Something about the concept he expressed bothered me, but for the longest time I couldn’t figure out what it was — bothered me beyond the concept of radio (Who listens to that anymore? I ask, slightly in jest). However, last week it all became clear, when the following interaction occurred between myself and my daughter Harper, who is eight:

Harper: Mom, I was watching Jessie [a Disney program] and there was an ad at the end for a movie I want to watch, but I can’t find the movie.

Me: Okay, let’s take a look.

Turns out she was watching a recording of Jessie, which she was accessing from our DVR’s list. Harper has figured out the menu search on our DVR, and is constantly adding shows and movies she wants to watch to the recording to-do list. She doesn’t even have to spell all that well — the DVR can somehow figure out what she means and get her close enough to find what she’s looking for. In this case, even though she had gotten the movie name right, the search had no results. So…

Me: Well, let’s go to the Disney Channel and take a look at their upcoming shows. Maybe it’s listed some other way.

Harper: What’s the Disney Channel?

Yes, you heard that right. And you should note that 80-90% of her shows come from one or another of Disney’s channels.

You see, Harper doesn’t watch channels. She accesses playlists that she has customized to her own liking. She does this for TV, and increasingly, she doesn’t even bother with TV — she just watches Netflix or Amazon Prime Instant Video on her iPad (Yes, I am a tech parent. My kids have tech.).

In fact, when my children discovered that there is an enormous amount of content available for free on Amazon’s Instant Video thanks to our Prime membership, the TV has been off in our house for almost four weeks straight (Amazon, take note: please enable multiple watch lists or at least tagging within the watch list so that I don’t have to mediate sibling fights over how her H2O: Just Add Water is crowding out his Stargate SG1 or vice versa).

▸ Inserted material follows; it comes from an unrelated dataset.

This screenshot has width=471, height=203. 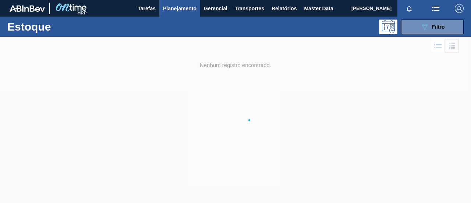 What do you see at coordinates (284, 8) in the screenshot?
I see `span: Relatórios` at bounding box center [284, 8].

So, while older people like us understand channels and even may have some loyalty to specific channels (in my case HGTV, my trusted source of I’m bored entertainment), the younger crowd may not even understand what a channel is, let alone why it exists. For them, entertainment is about picking and choosing their own content and assembling it into their own playlist. If Harper could build a universal watch list, she’d have content in it from TV, Netflix, Amazon, and YouTube. The only reason she understands the difference between a show and a movie is because the former has multiple episodes.

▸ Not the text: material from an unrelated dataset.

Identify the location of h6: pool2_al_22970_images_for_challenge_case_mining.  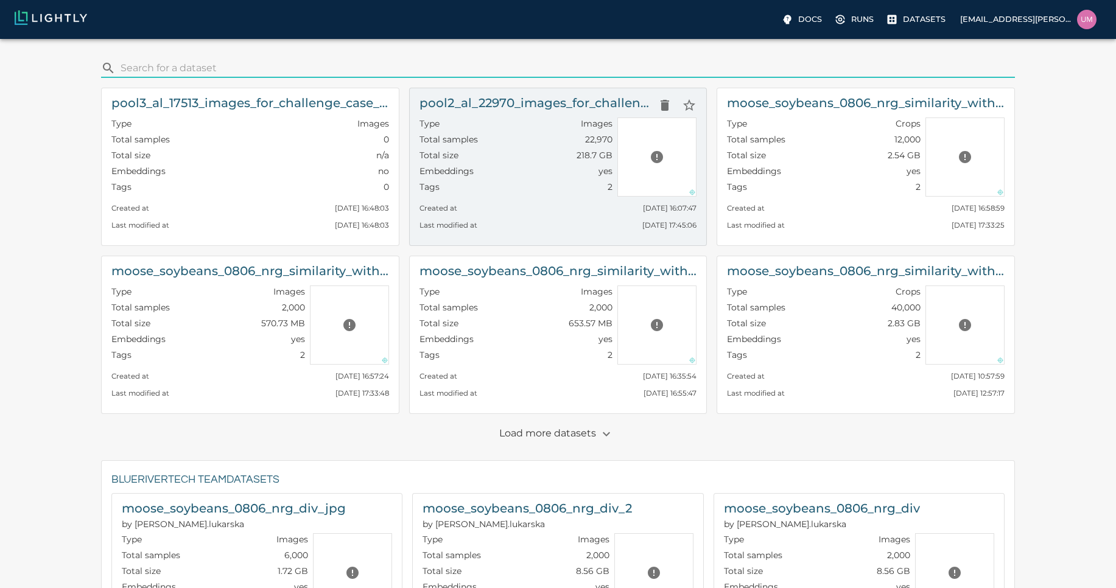
(536, 103).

For some services, her playlist even includes personalized recommendations based on what she has watched and liked, and/or what she currently has in the playlist. When futurists talk about Gen Y as the for me generation, this is exactly what they’re talking about. Harper delights in discovering new shows — but almost all of them are recommendations. Her world exists entirely as her private, personalized, assembled list. Nothing extraneous gets in the way of her experience — certainly nothing so trivial as a channel. And no channel surfing for her. She doesn’t browse. She searches.

The idea of a personalized playlist — mostly built on my own, but maybe influenced by others’ suggestions — is exactly the concept that applies to retail’s future when we in the industry struggle our way through our clumsy conglomeration of channel words. However, I find that for most retailers, this lesson is driven home only when consumers use their mobile phones to expose the retailer’s process and technology gaps (gaping chasms, really) that exist between what’s presented to consumers online vs. what’s presented in stores.

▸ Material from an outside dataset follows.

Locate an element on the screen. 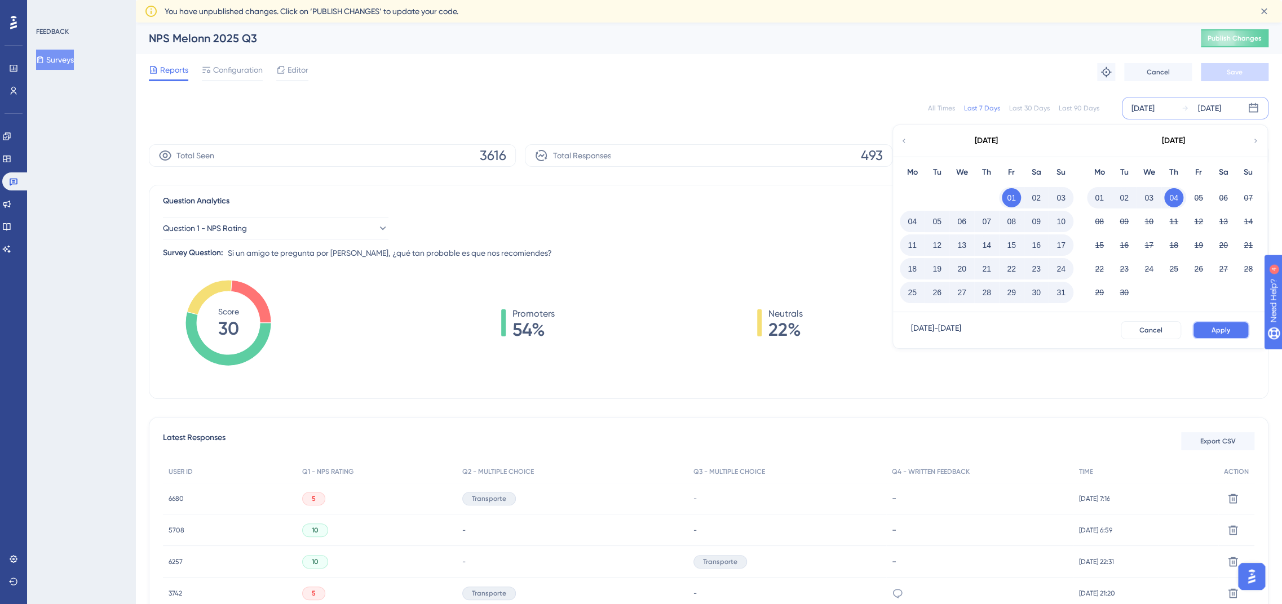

Sadly, I must credit Best Buy with being the first to come to understand the idea of playlist retail, as early as 2004. At the time they called it “co-creation with the customer” and “assembled commerce”. Now, I find that they are a case study in what may happen to any retailer — every retailer — if they don’t figure out how to build playlist retailing as fast as possible — and with a deep commitment to putting the customer at the center of the enterprise.

Call it what you will, this is the future of the customer experience, and the future consumers who will expect that kind of experience are only a few years away from hitting their prime spending years. The window of opportunity for retailers is closing — fast.